Reverend Paul Robeson Ford is the Senior Pastor of the Union Baptist Church in Cambridge, Massachusetts. His leadership at Union is focused on stimulating growth and renewed mission at this historic congregation. He received a Bachelor of Arts from Grinnell College and a Master of Divinity Degree from the Divinity School at the University of Chicago and is currently completing a Ph.D. in Theology at the University of Chicago, where his research interests focus on the intersection between prison ministry, mass incarceration, and theology that is centered on transformation and liberation.
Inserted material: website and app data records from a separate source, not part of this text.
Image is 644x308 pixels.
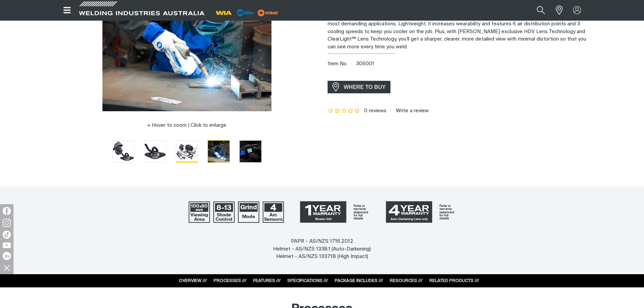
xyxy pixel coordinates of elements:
[144,140,166,163] button: Go to slide 2
[328,13,587,51] p: [PERSON_NAME] Vortex HDV PAPR system provides the next level of welding respiratory protection fo...
[213,202,235,223] img: Welding Shade 8-12.5
[3,242,11,248] img: YouTube
[112,141,134,163] img: Vortex HDV PAPR System
[240,141,261,163] img: Vortex HDV PAPR System
[328,81,391,94] a: WHERE TO BUY
[238,202,259,223] img: Lens Grind Mode
[390,279,423,283] a: RESOURCES ///
[364,108,386,113] span: 0 reviews
[144,141,166,163] img: Vortex HDV PAPR System
[529,3,552,18] button: Search products
[3,252,11,260] img: LinkedIn
[335,279,383,283] a: PACKAGE INCLUDES ///
[176,141,198,163] img: Vortex HDV PAPR System
[3,207,11,215] img: Facebook
[239,140,262,163] button: Go to slide 5
[208,141,229,163] img: Vortex HDV PAPR System
[176,140,198,163] button: Go to slide 3
[208,140,230,163] button: Go to slide 4
[390,108,429,114] a: Write a review
[288,198,370,226] a: 1 Year Warranty
[255,8,280,18] img: miller
[429,279,479,283] a: RELATED PRODUCTS ///
[214,279,246,283] a: PROCESSES ///
[263,202,284,223] img: 4 Arc Sensors
[273,238,371,261] div: PAPR - AS/NZS 1716.2012 Helmet - AS/NZS 1338.1 (Auto-Darkening) Helmet - AS/NZS 1337.1B (High Imp...
[179,279,207,283] a: OVERVIEW ///
[255,10,280,15] a: miller
[189,202,210,223] img: 97x60mm Viewing Area
[328,109,361,113] span: Rating: {0}
[112,140,135,163] button: Go to slide 1
[373,198,456,226] a: 4 Year Warranty - Auto-Darkening Lens only
[3,219,11,227] img: Instagram
[288,279,328,283] a: SPECIFICATIONS ///
[356,61,374,66] span: 305001
[1,262,12,274] img: hide socials
[253,279,280,283] a: FEATURES ///
[143,121,230,129] button: Hover to zoom | Click to enlarge
[521,3,552,18] input: Product name or item number...
[339,82,390,93] span: WHERE TO BUY
[328,60,355,68] span: Item No.
[3,231,11,239] img: TikTok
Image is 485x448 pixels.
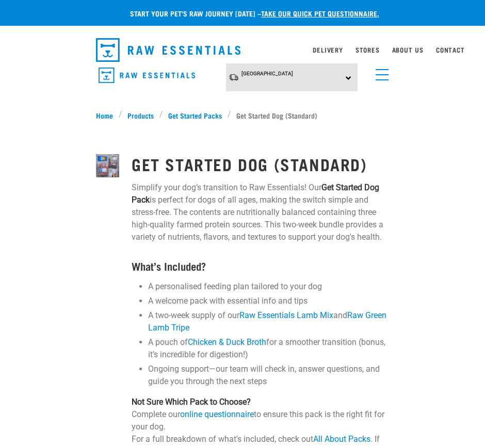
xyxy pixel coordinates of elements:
a: take our quick pet questionnaire. [261,11,379,15]
strong: What’s Included? [131,263,206,269]
a: Get Started Packs [163,110,227,121]
a: Chicken & Duck Broth [188,337,266,347]
a: menu [371,63,389,82]
strong: Get Started Dog Pack [131,183,379,205]
a: All About Packs [313,434,371,444]
nav: dropdown navigation [87,34,397,66]
img: Raw Essentials Logo [99,68,195,83]
h1: Get Started Dog (Standard) [131,154,389,173]
a: Home [96,110,118,121]
a: Products [122,110,160,121]
span: [GEOGRAPHIC_DATA] [241,70,293,76]
a: Raw Green Lamb Tripe [148,311,386,332]
img: Raw Essentials Logo [96,38,240,62]
li: A welcome pack with essential info and tips [148,295,389,307]
p: Simplify your dog’s transition to Raw Essentials! Our is perfect for dogs of all ages, making the... [131,181,389,243]
a: online questionnaire [180,409,254,419]
strong: Not Sure Which Pack to Choose? [131,397,251,407]
li: A personalised feeding plan tailored to your dog [148,281,389,293]
li: A two-week supply of our and [148,309,389,334]
a: Raw Essentials Lamb Mix [239,311,333,320]
a: About Us [392,48,424,51]
a: Stores [355,48,380,51]
img: van-moving.png [228,73,239,82]
a: Contact [436,48,465,51]
li: Ongoing support—our team will check in, answer questions, and guide you through the next steps [148,363,389,388]
img: NSP Dog Standard Update [96,154,119,178]
li: A pouch of for a smoother transition (bonus, it's incredible for digestion!) [148,336,389,361]
nav: breadcrumbs [96,110,389,121]
a: Delivery [312,48,342,51]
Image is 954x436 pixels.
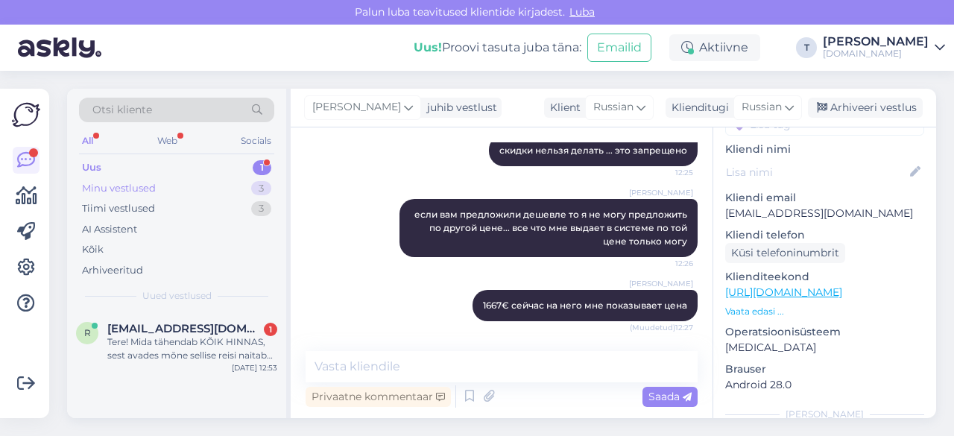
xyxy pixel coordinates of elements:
span: Russian [593,99,633,115]
img: Askly Logo [12,101,40,129]
div: Uus [82,160,101,175]
span: [PERSON_NAME] [629,278,693,289]
div: Aktiivne [669,34,760,61]
div: Web [154,131,180,151]
div: 1 [264,323,277,336]
span: 12:26 [637,258,693,269]
span: [PERSON_NAME] [629,187,693,198]
span: r [84,327,91,338]
button: Emailid [587,34,651,62]
div: Kõik [82,242,104,257]
span: Uued vestlused [142,289,212,303]
p: Brauser [725,361,924,377]
span: (Muudetud) 12:27 [630,322,693,333]
p: Klienditeekond [725,269,924,285]
span: Otsi kliente [92,102,152,118]
div: Arhiveeri vestlus [808,98,923,118]
span: Luba [565,5,599,19]
p: Operatsioonisüsteem [725,324,924,340]
span: Saada [648,390,692,403]
p: Kliendi nimi [725,142,924,157]
div: juhib vestlust [421,100,497,115]
div: [PERSON_NAME] [823,36,928,48]
p: Kliendi telefon [725,227,924,243]
div: Minu vestlused [82,181,156,196]
a: [PERSON_NAME][DOMAIN_NAME] [823,36,945,60]
span: [PERSON_NAME] [312,99,401,115]
span: cкидки нельзя делать ... это запрещено [499,145,687,156]
div: Klient [544,100,580,115]
div: Klienditugi [665,100,729,115]
div: Tiimi vestlused [82,201,155,216]
div: [DATE] 12:53 [232,362,277,373]
span: 1667€ сейчас на него мне показывает цена [483,300,687,311]
div: Proovi tasuta juba täna: [414,39,581,57]
div: All [79,131,96,151]
p: [MEDICAL_DATA] [725,340,924,355]
div: 1 [253,160,271,175]
div: Küsi telefoninumbrit [725,243,845,263]
p: Android 28.0 [725,377,924,393]
input: Lisa nimi [726,164,907,180]
div: Tere! Mida tähendab KÕIK HINNAS, sest avades mõne sellise reisi naitab ikka ala nt wifi tasuline,... [107,335,277,362]
p: [EMAIL_ADDRESS][DOMAIN_NAME] [725,206,924,221]
a: [URL][DOMAIN_NAME] [725,285,842,299]
p: Vaata edasi ... [725,305,924,318]
b: Uus! [414,40,442,54]
div: Socials [238,131,274,151]
div: T [796,37,817,58]
span: Russian [741,99,782,115]
div: Arhiveeritud [82,263,143,278]
span: ramonatalving@yahoo.com [107,322,262,335]
div: [DOMAIN_NAME] [823,48,928,60]
div: [PERSON_NAME] [725,408,924,421]
div: 3 [251,181,271,196]
div: AI Assistent [82,222,137,237]
span: если вам предложили дешевле то я не могу предложить по другой цене... все что мне выдает в систем... [414,209,689,247]
div: Privaatne kommentaar [306,387,451,407]
p: Kliendi email [725,190,924,206]
div: 3 [251,201,271,216]
span: 12:25 [637,167,693,178]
Pastor Larry Ward has led Abundant Life Church since 1994. He holds a Bachelor of Science Degree from Northeastern University in technical communications and a Masters of Education from the University of Massachusetts, Boston. He is also a graduate of the Harvard Divinity School Summer Leadership Institute. Pastor Larry’s vision and passion for missions have impacted people as far as Jamaica, W.I. Barbados, W.I., Uganda, East Africa and Haiti.

Pastor Virginia Ward empowers youth, youth ministries and organizations by guiding them through the thought processes that enable correct decision making in their daily lives and wise courses of action for their ministries. She integrates leadership and motivational skills with knowledge of multi-generational urban youth ministry to inspire, enlighten, and help individuals and organizations equip the next generation of leaders. Pastor Virginia also uses her Counseling training, prophetic worship gifting, and life experiences, combined with humor and dramatic styling, to deliver informative and inspiring messages to women’s groups and worship ministries.